New Year Who Dis Edition
Top Story
- New industries come from crazy people. (Palladium)
It's an interesting cultural point and the article discusses why so much innovation came from England and later the United States even when key scientific discoveries often happened in continental Europe.
I wonder how this played out more recently in Japan and Korea. Both countries are socially conservative and tend towards top-down structure, but both had massive social disruptions in the mid 20th century due to, uh, events.
And yes, the article mentions Elon Musk, though it's from 2021 so it doesn't cover any of the recent brouhahas.
Tech News
- Looking to build a new computer for the new year? Supermicro has a heck of a motherboard on the way. (Tom's Hardware)
This is for Intel's upcoming Sapphire Rapids workstation chips. It has 16 DIMM slots for 512GB of cheap desktop RAM or as much as 4TB of server RAM, four M.2 slots,two U.2 ports,8 SATA ports, six full-size PCIe x16 slots - five of them PCIe 5.0, 10Gb Ethernet, separate 1Gb Ethernet for remote management, 7.1 audio, a bunch of USB, VGA output, and a serial port.
It will likely cost as much as a good laptop, just for the motherboard.
- TSMC's 3nm node is already achieving yields above 60%. (Tom's Hardware)

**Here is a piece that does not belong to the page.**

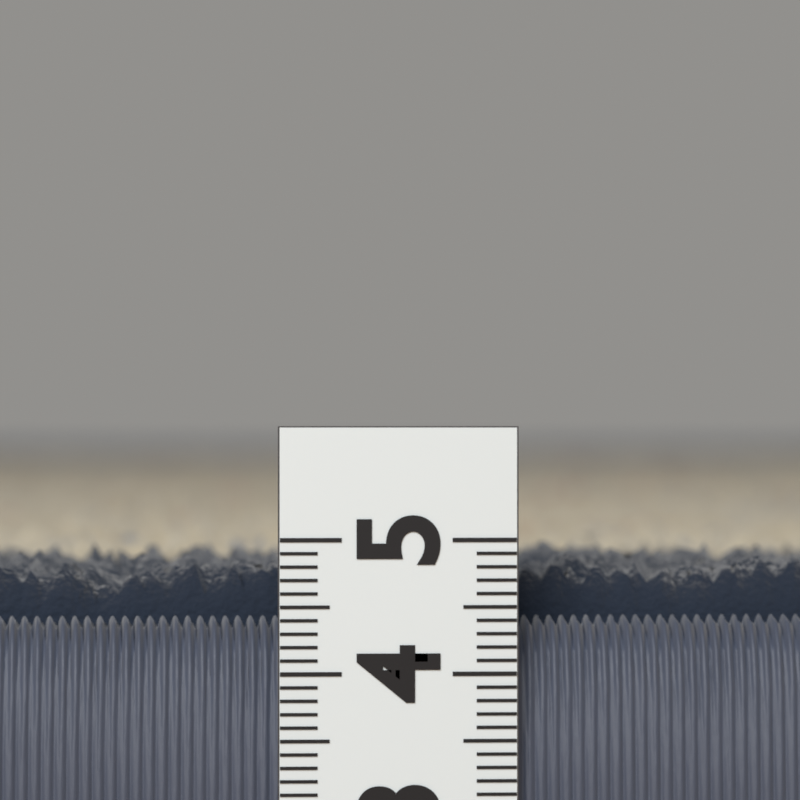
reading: 4.9 (no unit)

Samsung's 3nm process is more advanced - they've gone with a transistor design called Gate All Around, where TSMC stuck with the more traditional FinFET - but at last report they were only getting yields of 20%, so their costs will be much higher until they get that fixed.
- Who the heck is Solidigm and are their SSDs worth buying? (PC Perspective)
Solidigm is the new brand name created after Hynix bought Intel's consumer SSD division, and yes. The P44 Pro reviewed here falls between Samsung's 980 Pro and 990 Pro in benchmarks, which makes it very fast indeed, and at $220 for 2TB it's not particularly expensive.
Starting the Year Off With a Bang Video of the Day
There's a Taco Bell nearby. I could drive there and back in a day, nearly.
Welcome back.
That scenery at the end is what I see within five minutes' drive in any direction now. Though in some directions you quickly run out of paved road.
Disclaimer: Mairsy stones and dosey stones and little lambsie stonesy, kidney stonesy too, wouldn't you?